Apple's Business


Apple's Business

Written in early 2018 

In business you can usually separate businesses into two baskets: high margins and small customer base (LVMH) or low margins and big customer base (Amazon, Walmart). In this respect Apple is an outlier, not only do they have a huge, very loyal and growing customer base but they also get to enjoy high margins. Apple has gone from the go-go years of the iPhone to building an ecosystem of hardware and services which provides for a much more stable business model that gets stronger as time goes by, thus deepening their moat.

As John Huber puts it “The market continues to value Apple as if it were a typical hardware manufacturer, destined to see its margins erode as competitors develop a better mousetrap. But Apple is a computer company that got into the music business, then phones, then tablets, not to mention software.”

Right now, there are roughly 1.3 billion Apple active devices around the world, a number which has seen a 30% increase in two years. Like John Huber put it these devices are like “digital storefronts” and they are producing an ever-growing stream of revenue from apps, storage and music. As more hardware is sold, service revenue increases which increases likelihood that users will return to buy another iPhone (over 90% of customers return to buy another iPhone).

It’s also unlikely that the services Apple sells, and customers buy will deteriorate in value. To get a clearer idea of how this virtuous loop feed on itself we can take the AppStore as an example. Developers prefer to develop apps for iOS rather than for Android. This is because when creating an app for Android you must keep in mind that there are thousands of different models of phones with different hardware and varying software versions, thus some phones may not be able to run the app at all whereas other phones will run it perfectly. On iOS however, there are perhaps some 15 different models of devices that developers need to keep in mind and most run on the same version. This allows apps to be optimized for iOS so – all things equal in terms of hardware – third party apps will run better on iOS. Beyond that it’s also natural that as Apple sells more hardware and therefore the market gets bigger iOS developers will be more attracted to it. This will only further enhance the experience that Apple already delivers when using the phone.

The quality of Apple’s, the brand and their ecosystem of devices are among the factors that have contributed to Apple having pricing power. Apple increased the average selling price of their iPhones by $100 whilst still selling 77 million iPhones in the 1Q of 2018, only one million lower than highest number of sales per quarter. Since 2010 Apple has increased the average iPhone selling price by 30%. This period was marked by very little inflation.

Despite the appreciation in stock price over the past few years, Apple is still fairly priced. They’ll earn about $60bn of free cash flow this year, and there’s about 6bn shades out, so about $12 per share. A lot of which will go back to shareholders through dividends or stock buy-backs. The company has $270bn in cash and $125bn in net cash, coming to about $25 per share. This means that at $220 per share right now, excluding net cash, the business is being priced at a ~16 P/E. The historical S&P500 P/E ratio is 15. No value is being given to Apple’s very, very valuable brand.

This enormous amount of free cash flow wasn’t partially due to any cost-cutting practices in capital expenditures or R&D. Over the last two years they generated $100bn of free cash flow after spending $24bn on Capex (that’s about what they invested, combined, between 2008 and 2013) and $22bn on R&D (about the same, combined, as they invested from 2010 to 2015).

A slightly higher valuation combined with dividends (roughly $3 per share) and a much lower number of shares outstanding could yield high returns in a few years. Since 2012 Apple’s share count has decreased by roughly 5% every year. Apple also announced they plan to use all of their net cash meaning an acquisition, a share buyback or a dividend is due. Perhaps a combination of the three. That’s $125 billion ready to be used up.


BRIEF:
Without pictures, return the lines from the one containing "pixels, height=659 pixels." through the last line of the data below, exactly.

+ + + + + + +

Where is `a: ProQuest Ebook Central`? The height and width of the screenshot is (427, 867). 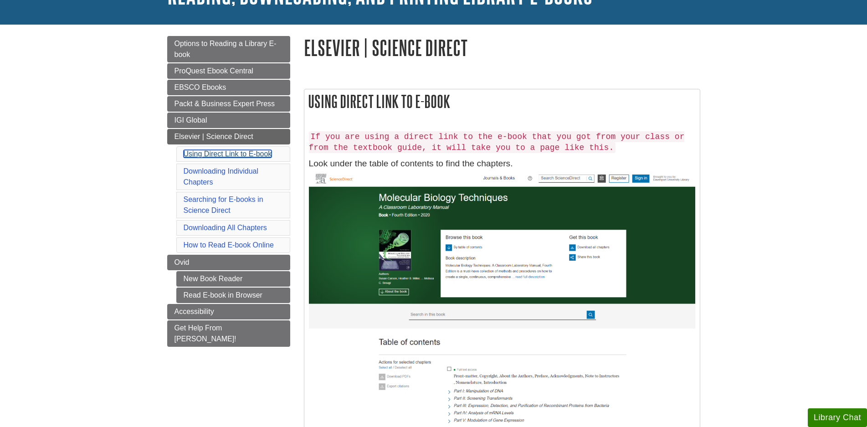
a: ProQuest Ebook Central is located at coordinates (229, 71).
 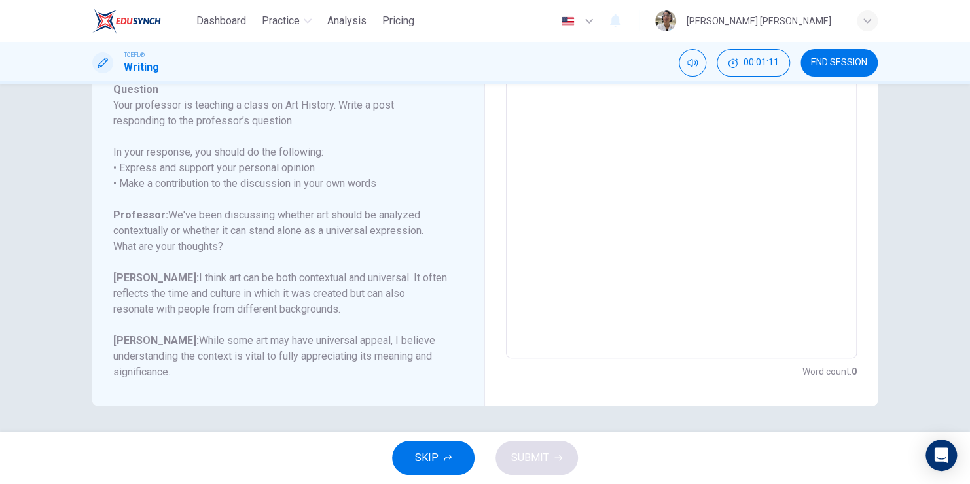 I want to click on h1: Writing, so click(x=141, y=67).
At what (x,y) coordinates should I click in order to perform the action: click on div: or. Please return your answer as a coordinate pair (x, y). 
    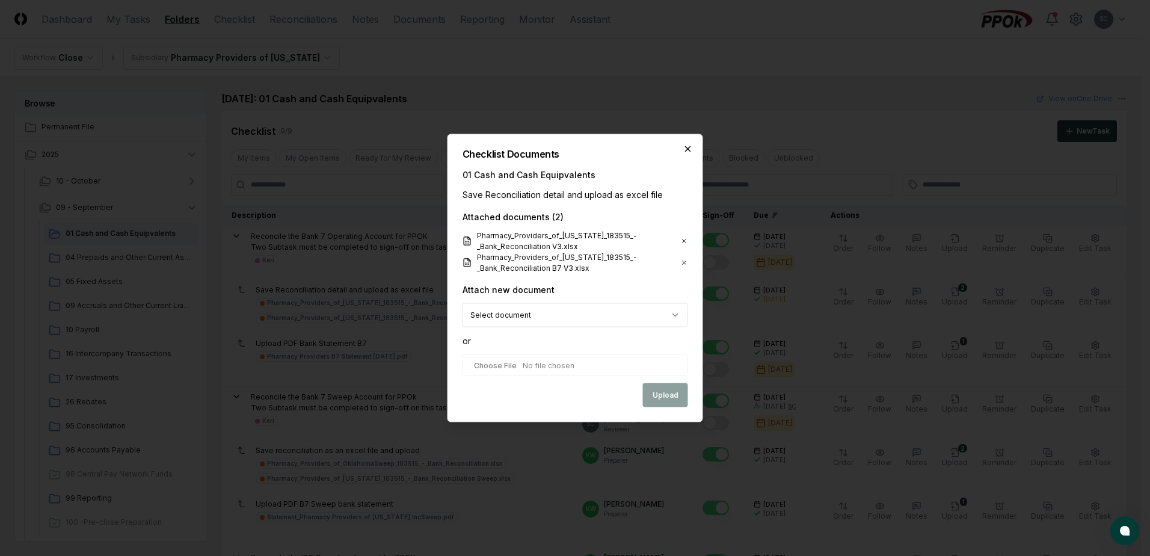
    Looking at the image, I should click on (575, 340).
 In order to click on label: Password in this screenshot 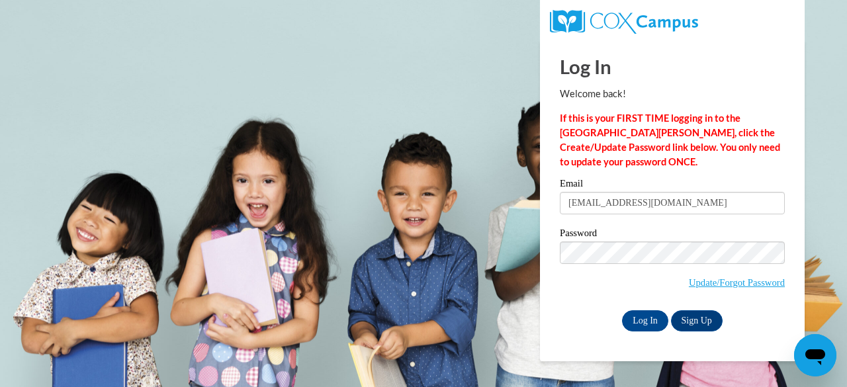, I will do `click(672, 235)`.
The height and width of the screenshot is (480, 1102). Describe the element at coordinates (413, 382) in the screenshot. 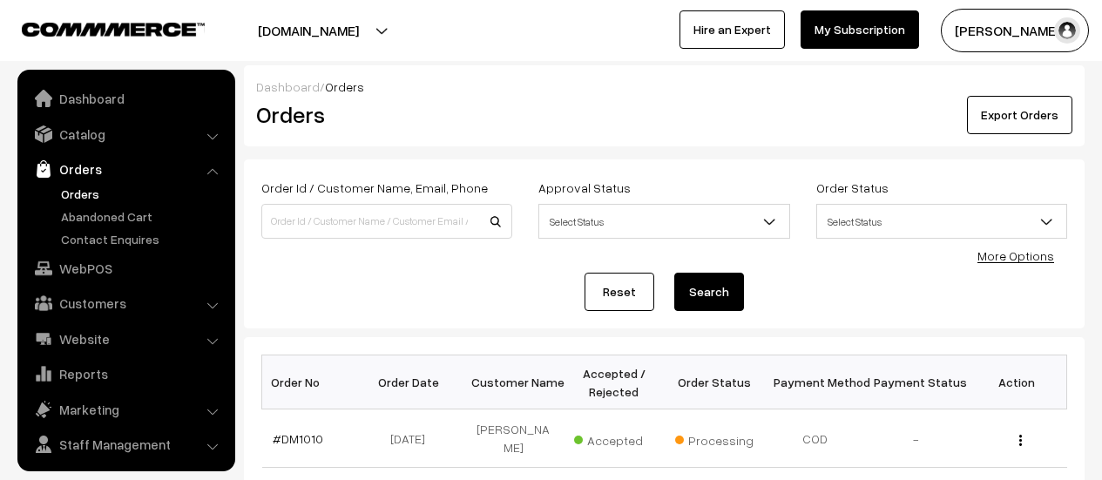

I see `th: Order Date` at that location.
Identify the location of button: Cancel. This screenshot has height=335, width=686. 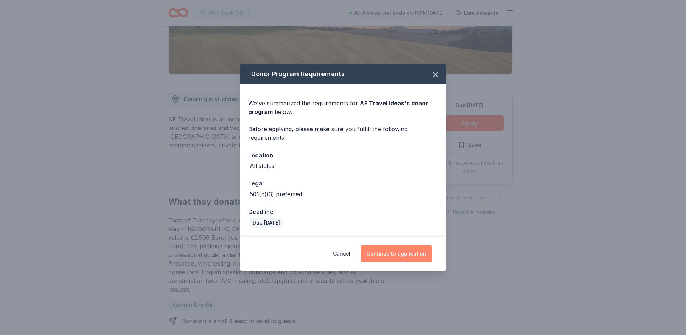
(342, 253).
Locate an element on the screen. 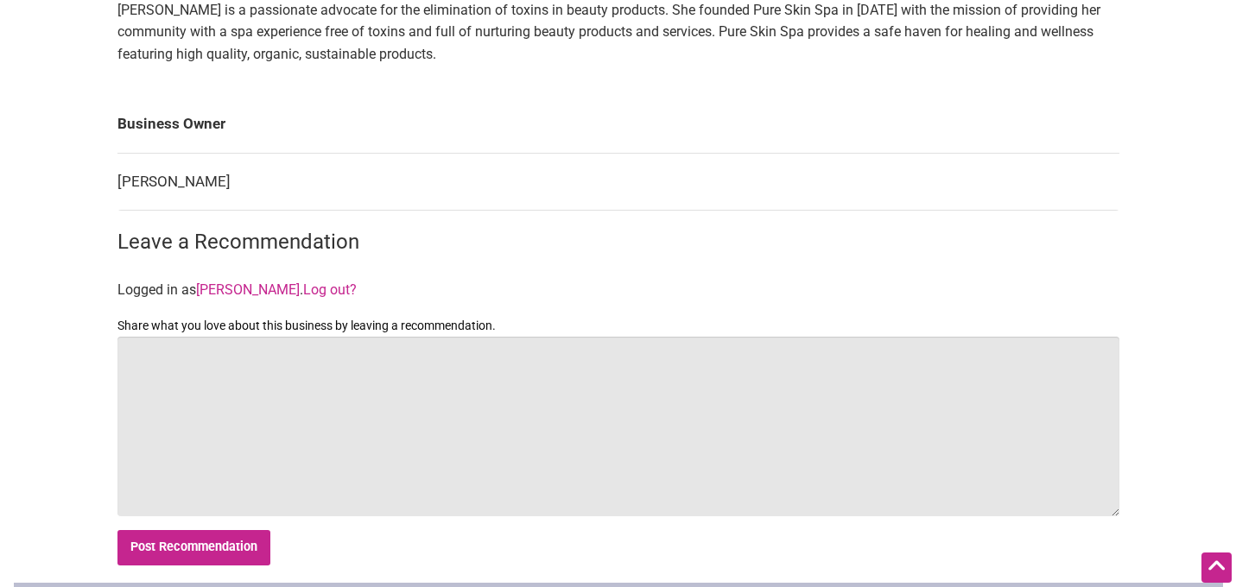 The image size is (1236, 587). div: Scroll Back to Top is located at coordinates (1216, 567).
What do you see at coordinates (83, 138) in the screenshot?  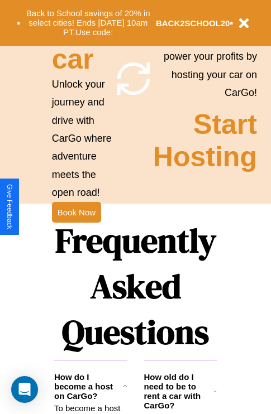 I see `p: Unlock your journey and drive with CarGo where adventure meets the open road!` at bounding box center [83, 138].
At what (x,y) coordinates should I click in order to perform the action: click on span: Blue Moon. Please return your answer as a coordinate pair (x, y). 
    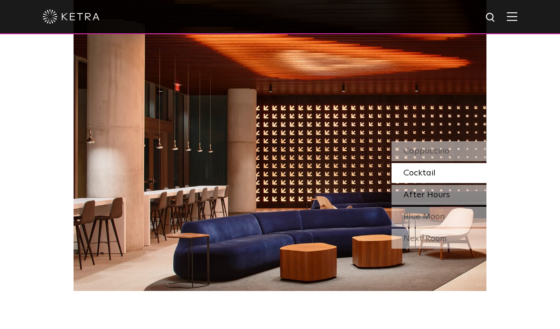
    Looking at the image, I should click on (424, 217).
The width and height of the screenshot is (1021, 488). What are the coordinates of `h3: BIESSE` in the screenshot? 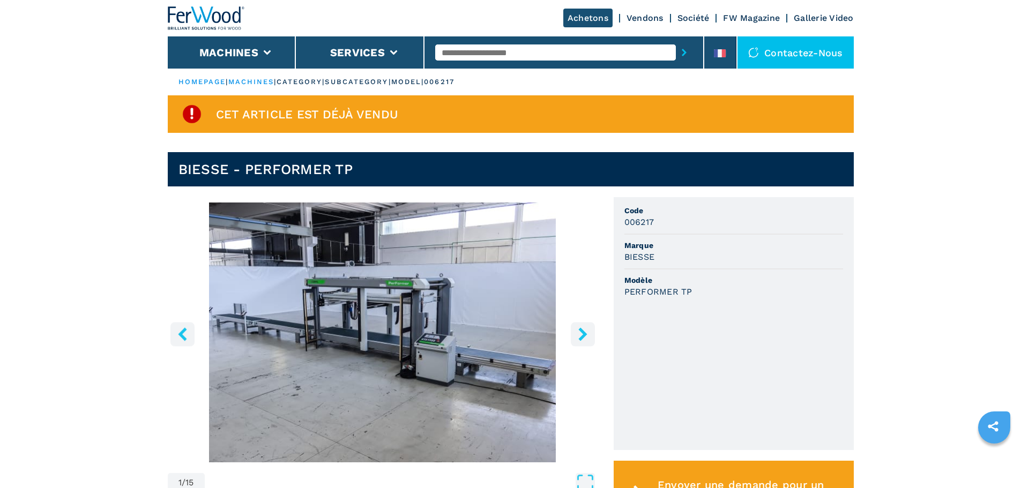 It's located at (639, 257).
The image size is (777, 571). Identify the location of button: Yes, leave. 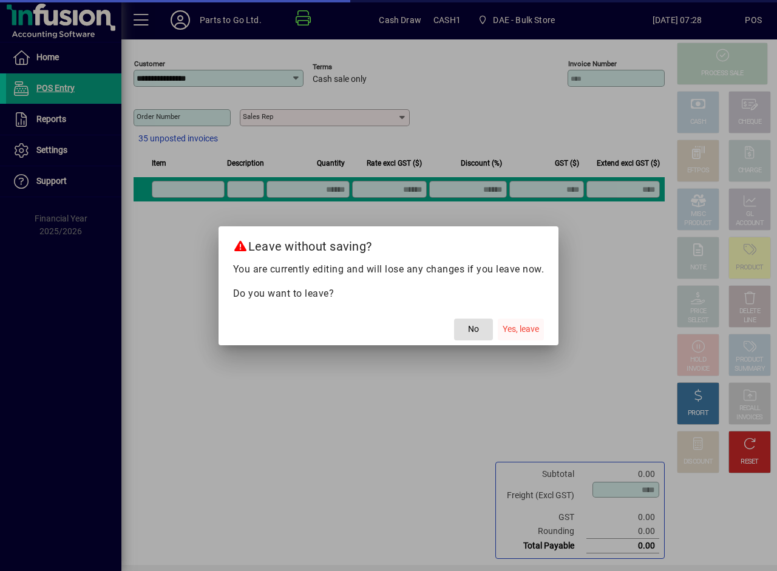
(521, 330).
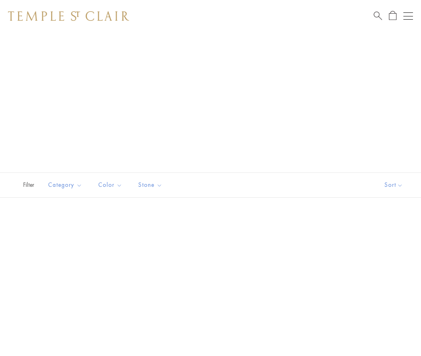  What do you see at coordinates (66, 185) in the screenshot?
I see `span: Category` at bounding box center [66, 185].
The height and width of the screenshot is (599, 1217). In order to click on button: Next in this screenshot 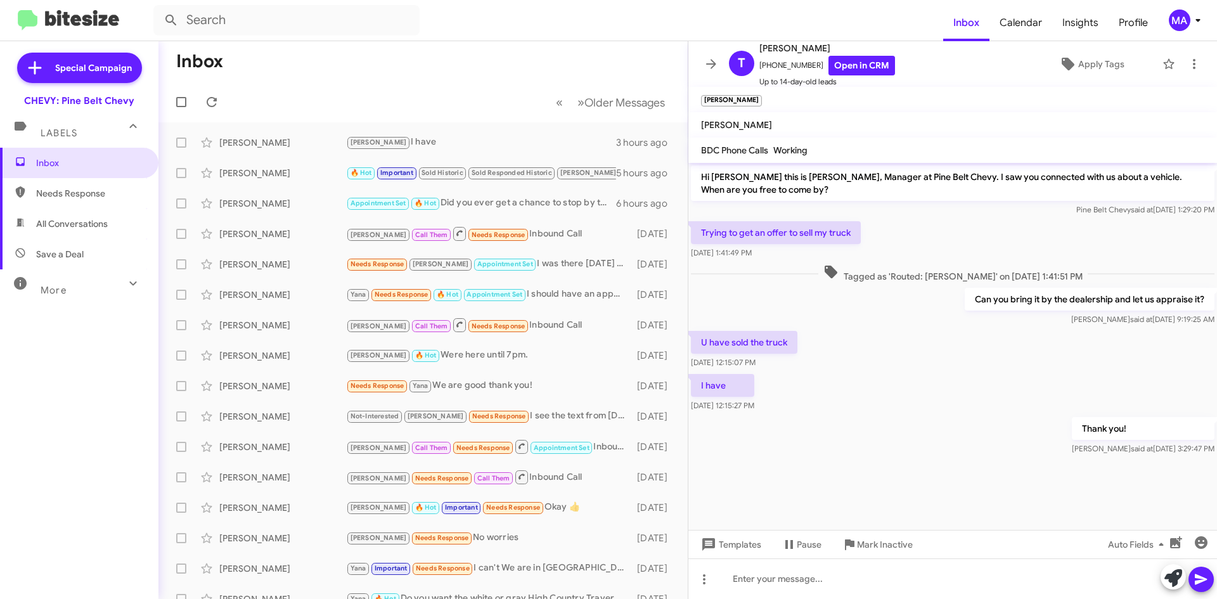, I will do `click(621, 102)`.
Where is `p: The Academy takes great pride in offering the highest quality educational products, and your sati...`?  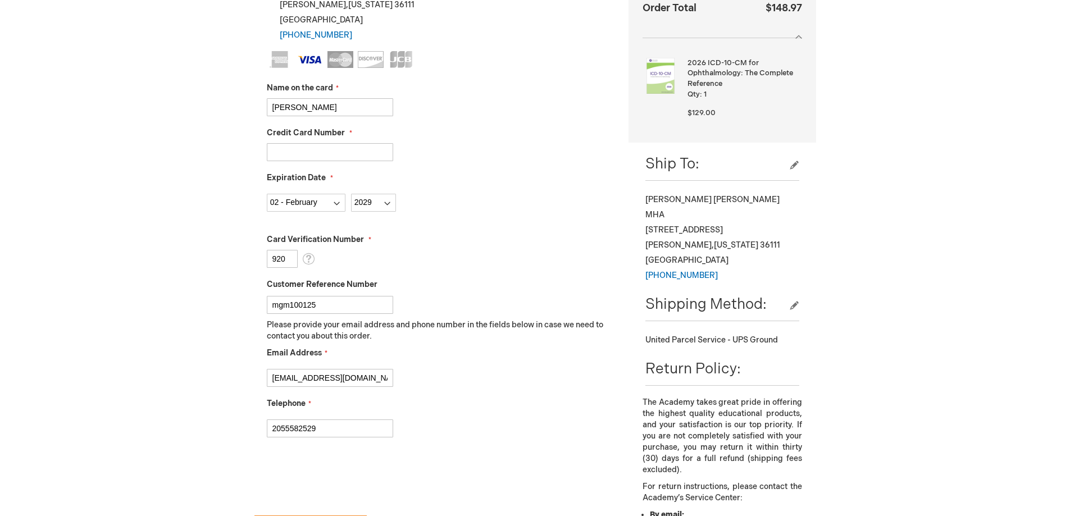 p: The Academy takes great pride in offering the highest quality educational products, and your sati... is located at coordinates (722, 436).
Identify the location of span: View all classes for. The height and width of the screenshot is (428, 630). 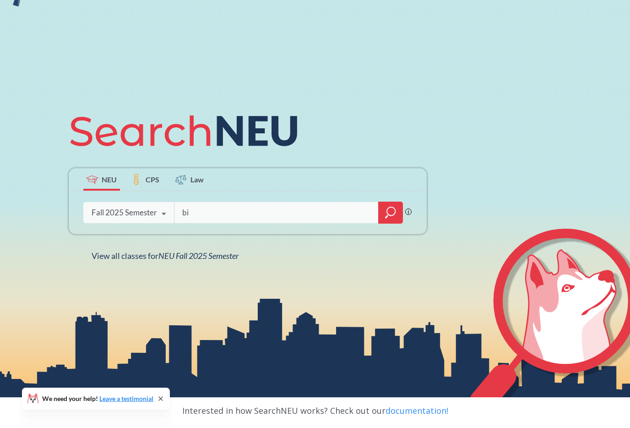
(165, 255).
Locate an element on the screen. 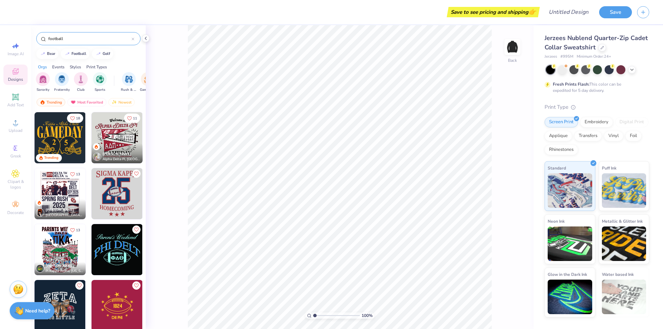 Image resolution: width=663 pixels, height=329 pixels. span: Upload is located at coordinates (16, 131).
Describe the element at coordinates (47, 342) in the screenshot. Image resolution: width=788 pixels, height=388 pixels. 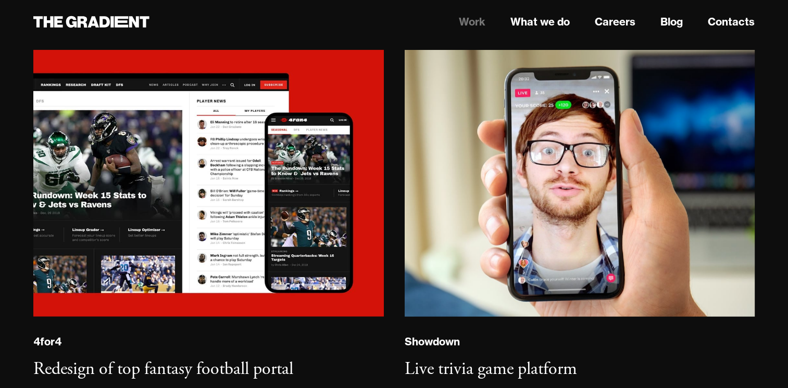
I see `div: 4for4` at that location.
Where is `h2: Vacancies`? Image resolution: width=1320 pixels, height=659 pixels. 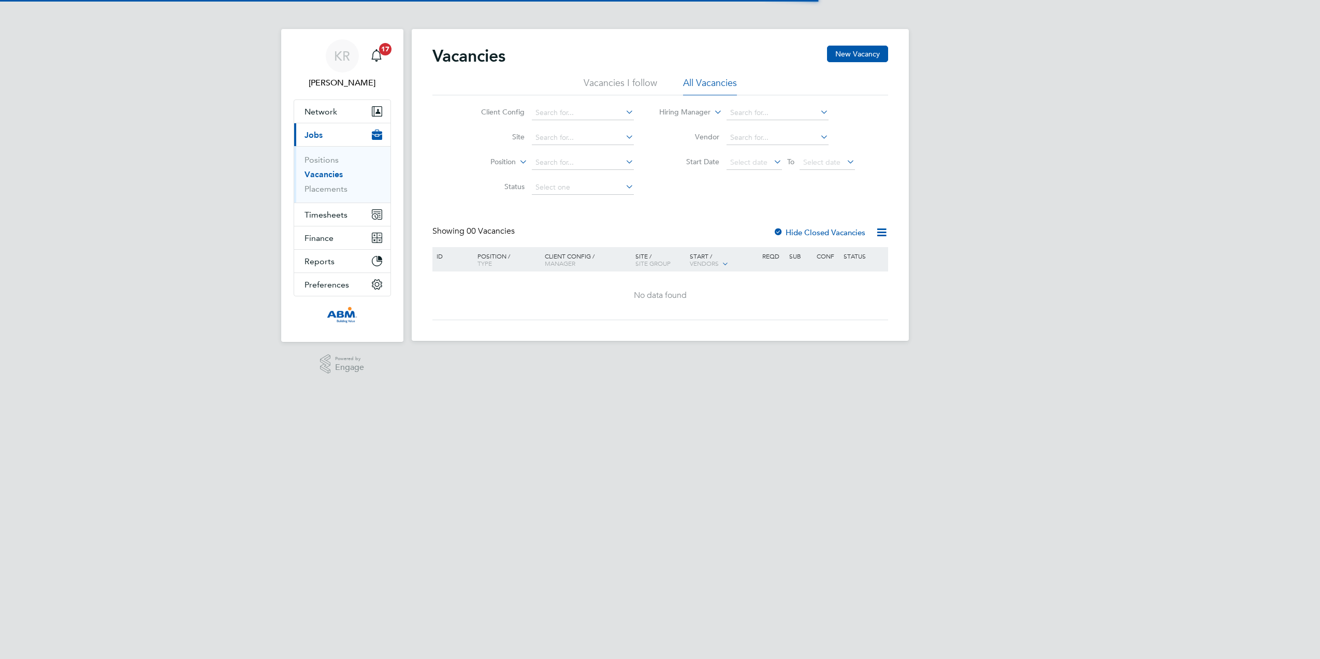
h2: Vacancies is located at coordinates (469, 56).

+ + + + + + +

SOLUTION FOR THIS PROBLEM:
Where is `h2: Vacancies`? Image resolution: width=1320 pixels, height=659 pixels. 
h2: Vacancies is located at coordinates (469, 56).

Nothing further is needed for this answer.